Hyderabad: Nano-sized membrane bubbles known as extracellular vesicles activate the immune system in mice and seem to render their tumours sensitive to a type of immunotherapy drug called a checkpoint inhibitor. This is according to a new study published in Cancer Immunology Research by researchers at Karolinska Institutet. Treatments for various forms of cancer have improved considerably over recent years thanks to a type of drug called a checkpoint inhibitor, which then helps the immune system’s T cells to attack the cancer cells.
However, even though some patients respond extremely well to treatment, a large proportion only sees temporary improvement, if any. Scientists are devoting considerable energy to understanding why this is so and to combining checkpoint inhibitors with other therapies in order to increase the cancer survival rate.
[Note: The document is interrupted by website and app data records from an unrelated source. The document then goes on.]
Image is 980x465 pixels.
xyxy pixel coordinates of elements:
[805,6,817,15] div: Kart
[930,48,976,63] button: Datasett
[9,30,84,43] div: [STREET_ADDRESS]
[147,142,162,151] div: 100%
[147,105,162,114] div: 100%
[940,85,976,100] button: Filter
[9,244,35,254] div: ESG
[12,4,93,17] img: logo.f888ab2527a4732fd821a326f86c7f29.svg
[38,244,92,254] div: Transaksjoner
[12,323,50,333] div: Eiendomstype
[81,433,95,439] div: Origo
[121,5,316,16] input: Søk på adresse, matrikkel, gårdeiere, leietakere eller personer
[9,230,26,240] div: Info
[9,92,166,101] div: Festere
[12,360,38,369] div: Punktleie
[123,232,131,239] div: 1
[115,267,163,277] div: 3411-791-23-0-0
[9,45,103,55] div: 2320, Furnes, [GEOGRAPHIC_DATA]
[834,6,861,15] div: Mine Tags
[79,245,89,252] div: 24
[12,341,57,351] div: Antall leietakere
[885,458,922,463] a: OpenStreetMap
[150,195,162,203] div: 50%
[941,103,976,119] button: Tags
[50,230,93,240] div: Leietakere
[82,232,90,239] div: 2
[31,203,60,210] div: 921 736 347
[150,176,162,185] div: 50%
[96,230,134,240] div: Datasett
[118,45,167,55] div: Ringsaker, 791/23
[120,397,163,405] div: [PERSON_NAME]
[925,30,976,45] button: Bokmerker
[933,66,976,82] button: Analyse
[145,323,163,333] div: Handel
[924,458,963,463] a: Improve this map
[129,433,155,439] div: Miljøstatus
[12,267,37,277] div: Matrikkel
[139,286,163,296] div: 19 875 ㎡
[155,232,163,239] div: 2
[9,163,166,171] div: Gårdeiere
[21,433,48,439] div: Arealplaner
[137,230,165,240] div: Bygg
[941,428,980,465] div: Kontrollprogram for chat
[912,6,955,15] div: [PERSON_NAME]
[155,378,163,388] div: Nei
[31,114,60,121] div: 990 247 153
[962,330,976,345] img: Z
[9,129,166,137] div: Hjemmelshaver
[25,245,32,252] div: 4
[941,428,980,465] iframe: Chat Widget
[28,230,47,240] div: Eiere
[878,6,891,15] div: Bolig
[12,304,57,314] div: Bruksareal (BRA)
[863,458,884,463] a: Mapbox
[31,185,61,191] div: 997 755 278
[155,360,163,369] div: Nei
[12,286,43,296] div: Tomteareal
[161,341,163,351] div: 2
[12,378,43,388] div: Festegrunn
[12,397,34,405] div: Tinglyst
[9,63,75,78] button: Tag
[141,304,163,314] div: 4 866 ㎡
A new cancer therapy: Researchers from Karolinska Institutet show how a form of round nanoparticles called exosomes or extracellular vesicles is a promising path to follow. “It seems that the vesicles make the tumour immunologically active so that the checkpoint therapy can gain purchase and start to work,” says the study’s last author Susanne Gabrielsson, professor at the Department of Medicine (Solna), Karolinska Institutet. “These results give support to the further development of extracellular vesicles as a new cancer therapy.”
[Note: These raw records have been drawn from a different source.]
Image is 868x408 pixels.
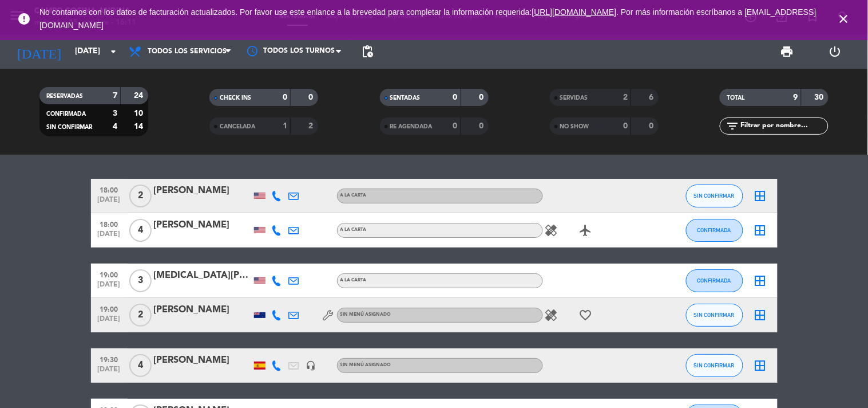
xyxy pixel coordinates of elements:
i: border_all [754,189,767,203]
span: 18:00 [95,217,123,230]
i: filter_list [726,119,739,132]
span: Todos los servicios [148,48,226,55]
strong: 6 [649,93,656,102]
span: No contamos con los datos de facturación actualizados. Por favor use este enlance a la brevedad p... [39,8,817,29]
button: CONFIRMADA [686,269,743,292]
i: power_settings_new [829,45,842,58]
span: A la carta [340,227,367,232]
i: border_all [754,358,767,372]
i: border_all [754,273,767,287]
i: healing [545,224,558,237]
strong: 14 [134,123,145,130]
span: NO SHOW [560,123,589,130]
span: SIN CONFIRMAR [694,192,735,198]
span: 2 [130,184,151,208]
button: SIN CONFIRMAR [686,304,743,327]
span: [DATE] [95,365,123,379]
strong: 7 [113,92,117,100]
span: [DATE] [95,315,123,328]
span: SERVIDAS [560,95,588,101]
span: CONFIRMADA [698,277,731,283]
strong: 0 [479,93,485,102]
strong: 0 [479,122,485,130]
span: 19:00 [95,301,123,315]
span: SIN CONFIRMAR [694,362,735,368]
strong: 24 [134,92,145,100]
span: [DATE] [95,280,123,294]
div: [PERSON_NAME] [154,302,252,317]
span: RE AGENDADA [390,123,432,130]
button: CONFIRMADA [686,219,743,242]
span: 19:00 [95,267,123,280]
strong: 4 [113,123,117,130]
i: healing [545,308,558,322]
span: SIN CONFIRMAR [694,311,735,318]
span: [DATE] [95,196,123,209]
span: A la carta [340,193,367,198]
div: [PERSON_NAME] [154,217,252,233]
strong: 2 [623,93,628,102]
i: airplanemode_active [579,224,593,237]
a: [URL][DOMAIN_NAME] [532,8,616,17]
button: SIN CONFIRMAR [686,354,743,376]
span: CANCELADA [220,123,255,130]
span: A la carta [340,278,367,283]
span: TOTAL [726,95,745,101]
div: [PERSON_NAME] [154,353,252,367]
span: 18:00 [95,183,123,196]
input: Filtrar por nombre... [739,120,828,132]
span: pending_actions [361,45,374,58]
span: [DATE] [95,230,123,243]
strong: 0 [309,93,316,102]
div: [MEDICAL_DATA][PERSON_NAME] [154,268,252,283]
span: Sin menú asignado [340,312,392,317]
button: SIN CONFIRMAR [686,184,743,208]
span: 4 [130,354,151,376]
i: border_all [754,308,767,322]
div: LOG OUT [811,34,860,69]
span: Sin menú asignado [340,362,392,367]
strong: 0 [282,93,287,102]
div: [PERSON_NAME] [154,183,252,198]
span: CONFIRMADA [698,226,731,233]
strong: 0 [453,93,457,102]
span: print [780,45,794,58]
strong: 3 [113,109,117,117]
span: RESERVADAS [46,93,83,99]
span: 2 [130,304,151,327]
i: error [18,12,31,26]
i: headset_mic [306,360,317,370]
i: arrow_drop_down [106,45,120,58]
strong: 0 [649,122,656,130]
span: CHECK INS [220,95,252,101]
strong: 30 [815,93,826,102]
span: 4 [130,219,151,242]
strong: 2 [309,122,316,130]
a: . Por más información escríbanos a [EMAIL_ADDRESS][DOMAIN_NAME] [39,8,817,29]
strong: 1 [282,122,287,130]
strong: 0 [623,122,628,130]
strong: 10 [134,109,145,117]
i: close [837,12,851,26]
span: SIN CONFIRMAR [46,124,92,130]
i: [DATE] [8,39,69,64]
strong: 9 [794,93,798,102]
span: SENTADAS [390,95,420,101]
i: border_all [754,224,767,237]
span: 19:30 [95,352,123,365]
i: favorite_border [579,308,593,322]
span: 3 [130,269,151,292]
strong: 0 [453,122,457,130]
span: CONFIRMADA [46,111,86,117]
Extracellular vesicles are sometimes referred to as the body’s messengers. They are membrane-bound nano-scale bubbles that cells can send to each other to exchange information. Vesicles from tumour cells, for instance, can switch off the immune system so that the cancer can spread, while vesicles from immune cells can activate an immune response.
Can activate immune cells: In earlier studies, the KI researchers have shown that a certain type of extracellular vesicle from immune cells can activate immune T cells and reduce tumour growth in mice. In the present study, they examined how these vesicles function in a mouse model of a skin cancer that is resistant to checkpoint inhibitor therapy.
The extracellular vesicles used in the study were isolated from the mice’s own immune cells (dendritic cells). And in this case, a cancer-specific protein called ovalbumin and a molecule called alpha-Galactosylceramide were then added, both of which stimulate T cells and natural killer cells.